_Problem statement_
Repeat every entry word for word, but leave the images out of your copy.

Stored records
★ ★ ★ ★ ★ ★ ★
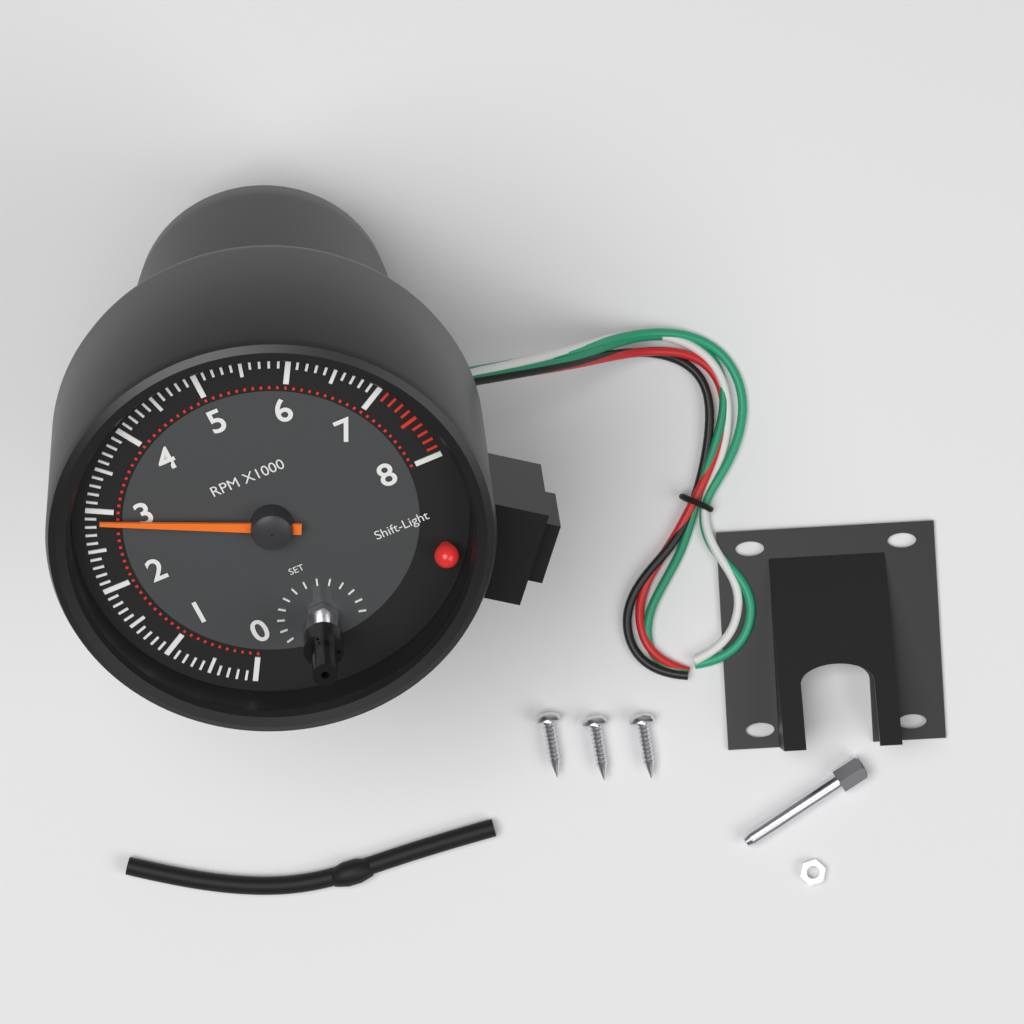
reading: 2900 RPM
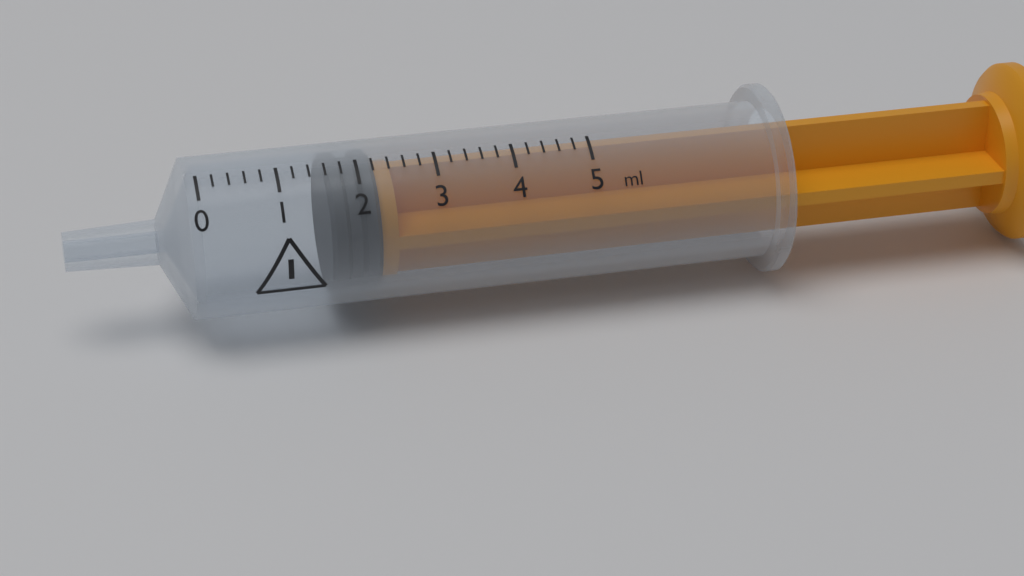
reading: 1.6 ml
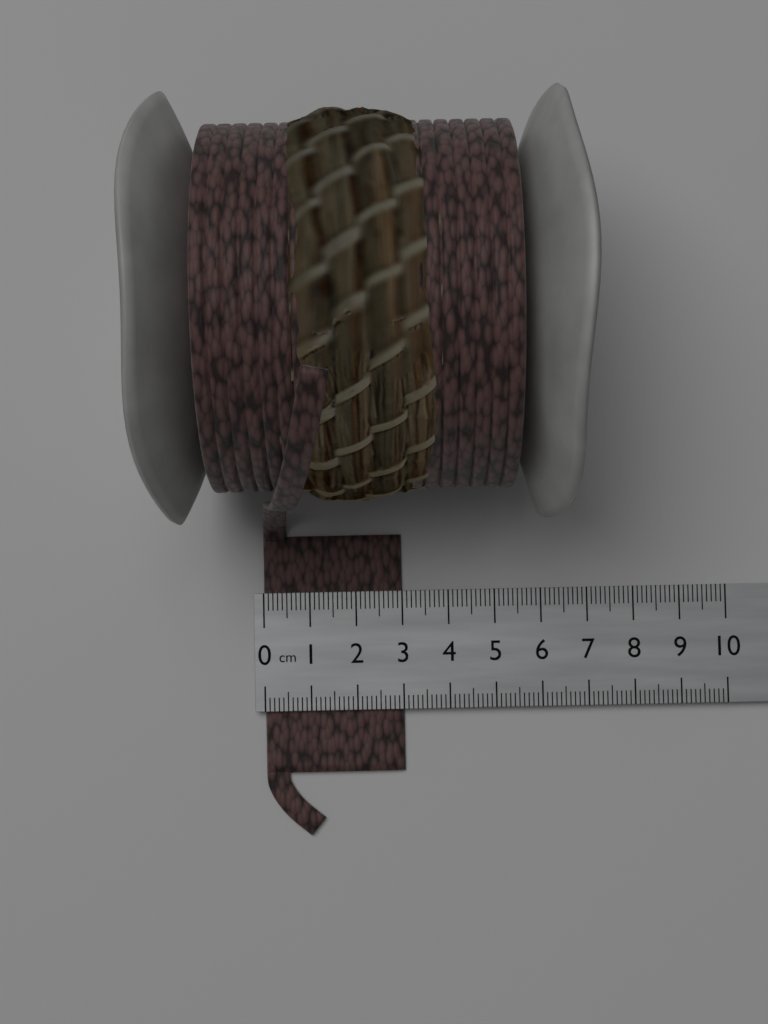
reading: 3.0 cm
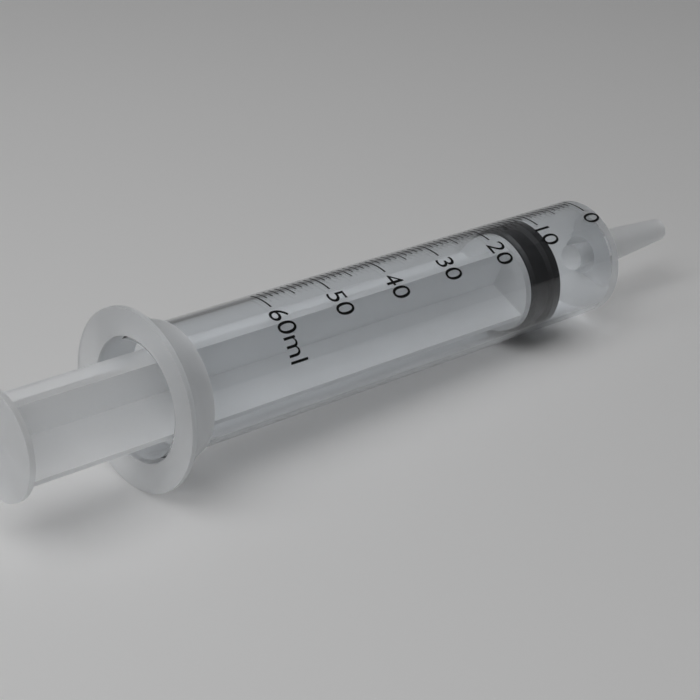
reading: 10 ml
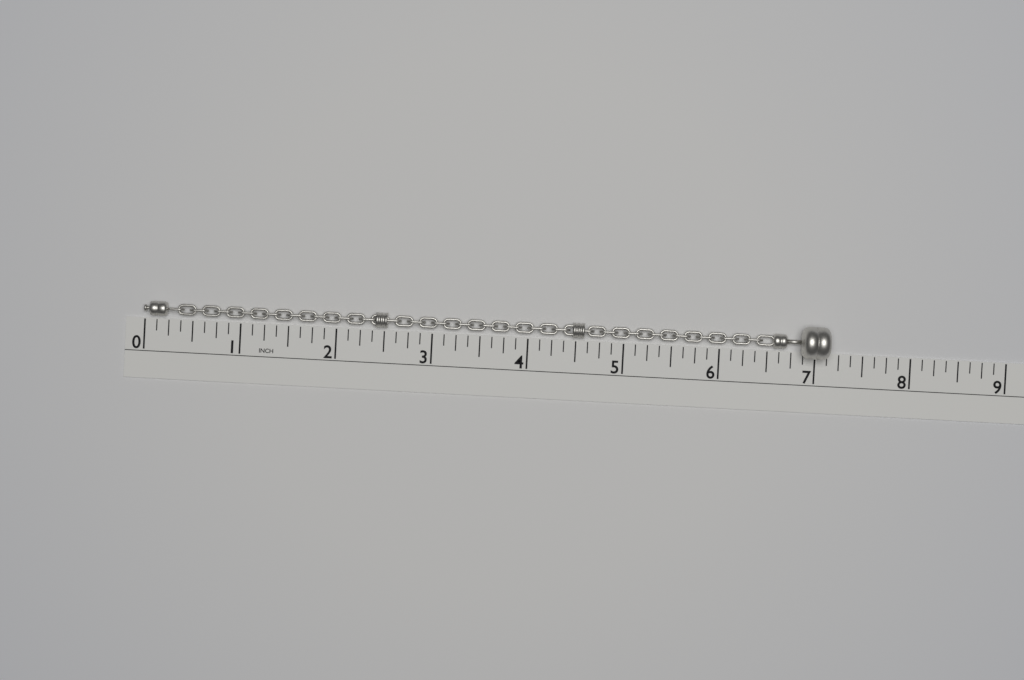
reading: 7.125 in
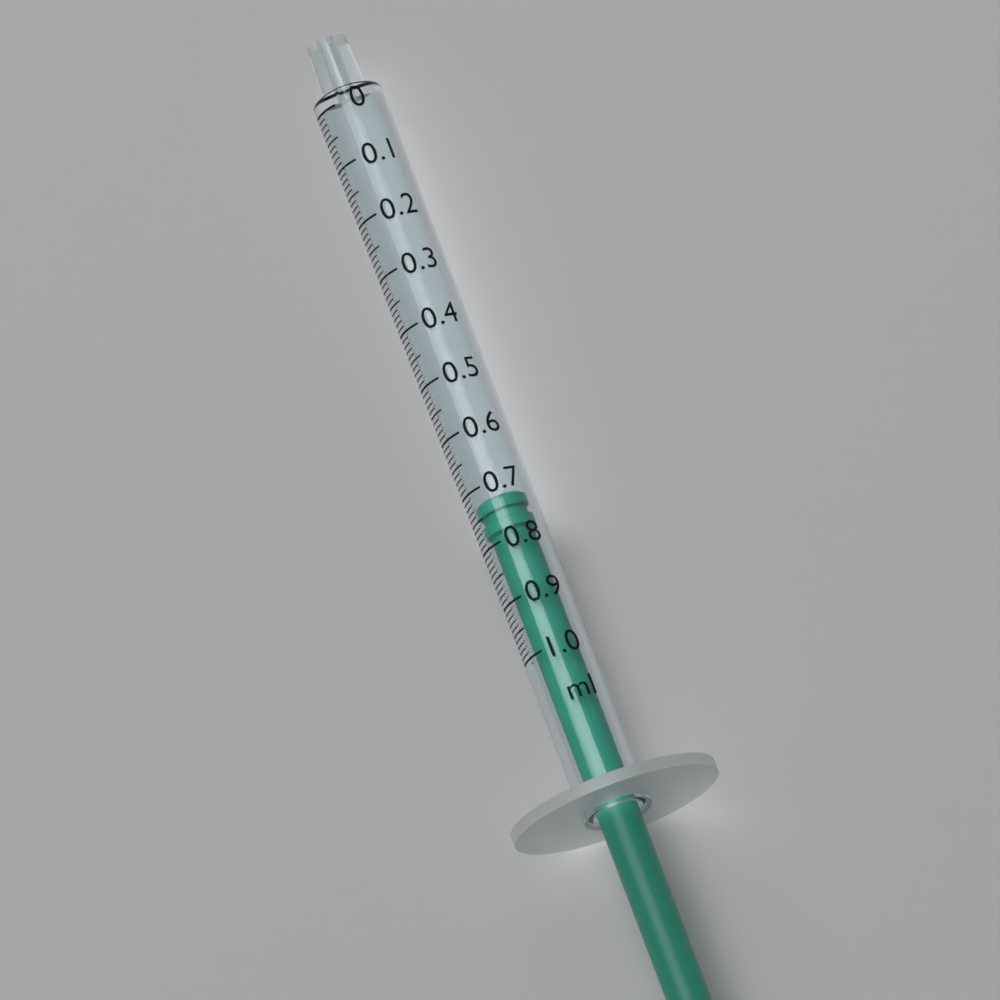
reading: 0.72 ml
★ ★ ★ ★ ★ ★ ★
_Exercise answer_
reading: 2900 RPM
reading: 1.6 ml
reading: 3.0 cm
reading: 10 ml
reading: 7.125 in
reading: 0.72 ml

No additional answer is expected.